Dynamic, geo routed, load balanced low TTL queries tend to have a fee.
We're doing discovery on API key scopes at the moment, we don't yet have a public ETA for this but rest assured it's being worked on!
Regarding IPv6-only origin support, We brought this in just last week! We now support IPv6-only addresses direct as an origin, as a hostname, as well as dual stack hostname resolution.
Best, Joe
If you had have supported API key scoping then I'd have a ton of businesses/startups running on you. As it stands currently it's difficult for me to recommend you to orgs that are scaling up. Compliance in particular was the biggest issue. For one-man shops it's a no-brainer.
In your defense, Cloudflare has historically also sucked in this area.
Anyways, I'm looking forward to this feature!
How does the USD1 minimum works? Say I have setup a pull zone and i don't use it for over a month, I get charged anyway?
Thanks.
So, my scripts on my servers dont have the bunny api key. Its only saved within those edge functions and I authenticate against the edge functions.

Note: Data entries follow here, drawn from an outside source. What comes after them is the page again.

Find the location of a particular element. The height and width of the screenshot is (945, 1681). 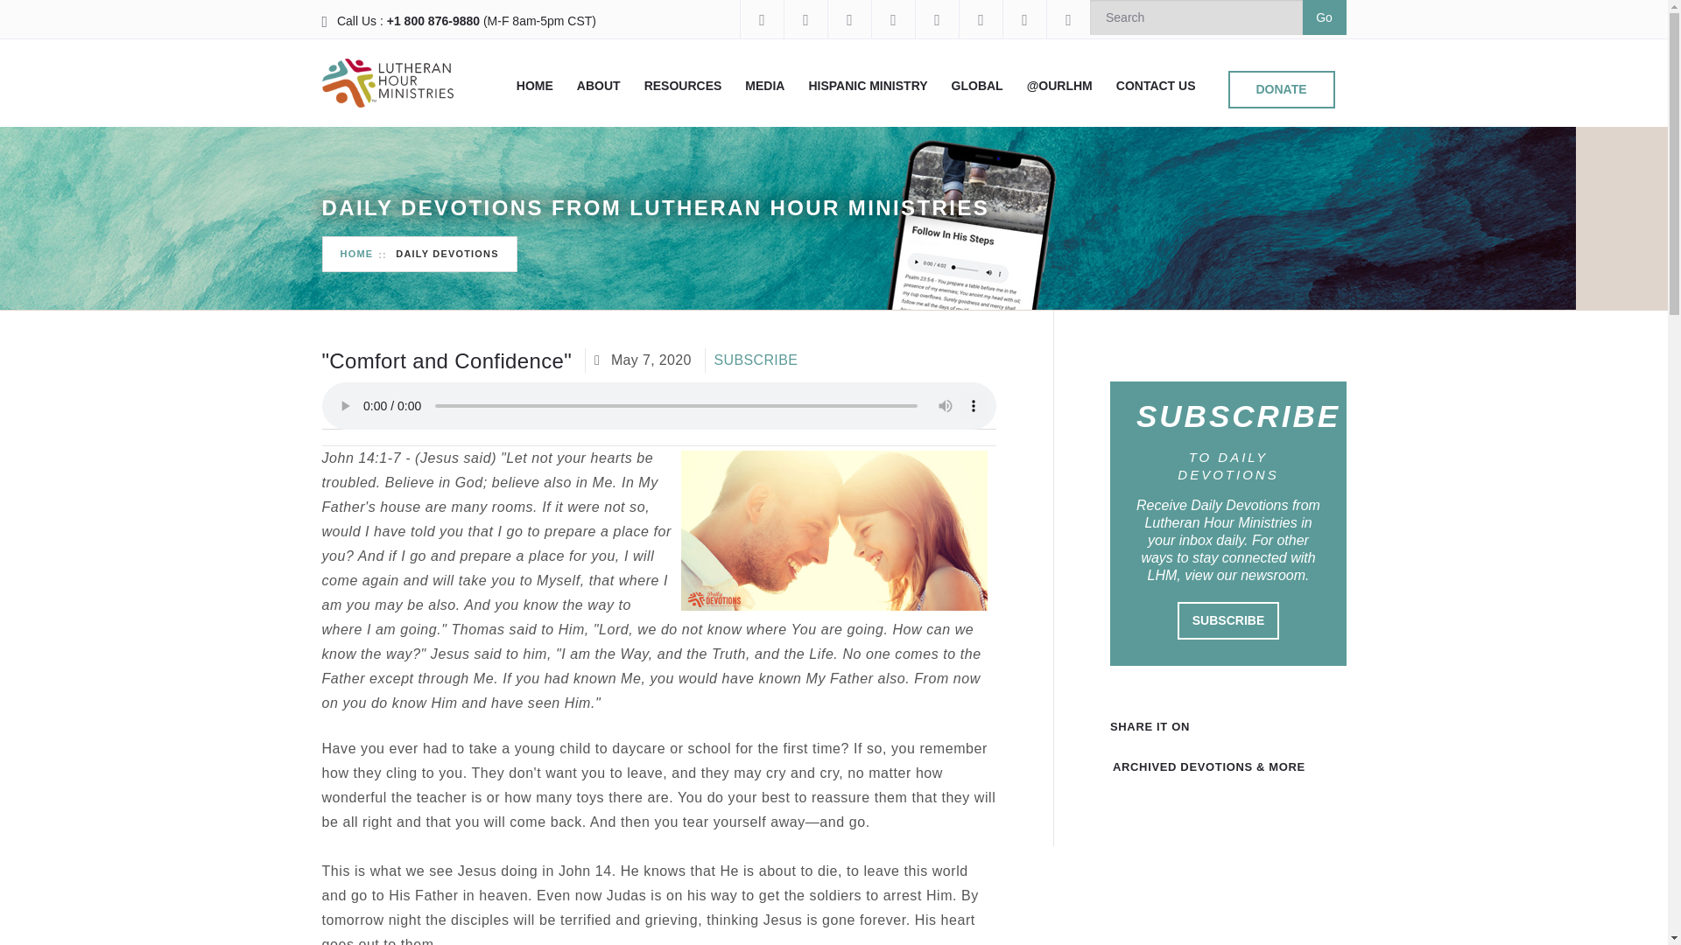

Resources and Training is located at coordinates (683, 86).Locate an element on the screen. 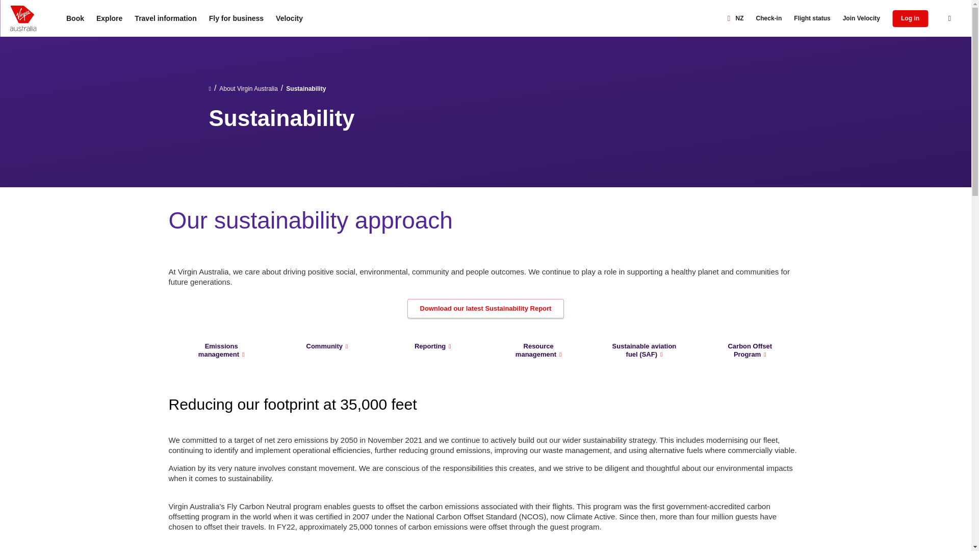 The width and height of the screenshot is (979, 551). Community is located at coordinates (327, 346).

A little bit more effort than scoped keys but it works
- Akamai DNS
- AWS Route 53
- Azure DNS
- Cloudflare (excluding personal/hobbyist plan)
- Google Cloud DNS
And many, many others. And I note the site you posted this comment on is using Route 53, so probably paid as I doubt their query volume would be in the free tier.
Paying for DNS for personal/hobby stuff is probably pretty uncommon, because like you say, most domain registrars will offer it for free. But commercial websites often will, particularly larger ones with serious traffic.
Otherwise, that is my observation also.
A good provider will have different locations across the world, and users connect to the nearest datacentre. The free DNS some domain registrars offer is, sometimes, hosted at one single location. If the server is in the US and the user is in Europe, you're adding 80-150ms to requests. If they use "anycast" servers, the user could connect to a server 1-20ms away.
The only annoyance is that their domain import auto-detects existing records, but it seems to miss a lot of them so you end up manually copying a lot of things over anyway.
(Excluding NSEC-style enumeration, which is not always available.)
Spirit: ensure you keep a good copy of your zone files (bind format), their import / export has issues (it also doesn't include SOA or NS records). I spent time (before the recent fixes) manually validating records.
https://registry.terraform.io/providers/BunnyWay/bunnynet/la...
I deploy my website using their API. So on every push, GitHub Actions builds it and copies the dist/ to Bunny and purges the cache afterwards. Everything has been working perfectly. I can only recommend. It's also quite easy if you don't know about the modern way of doing things and just want to use an FTP to put your website online. Especially attractive for IndieWeb folks.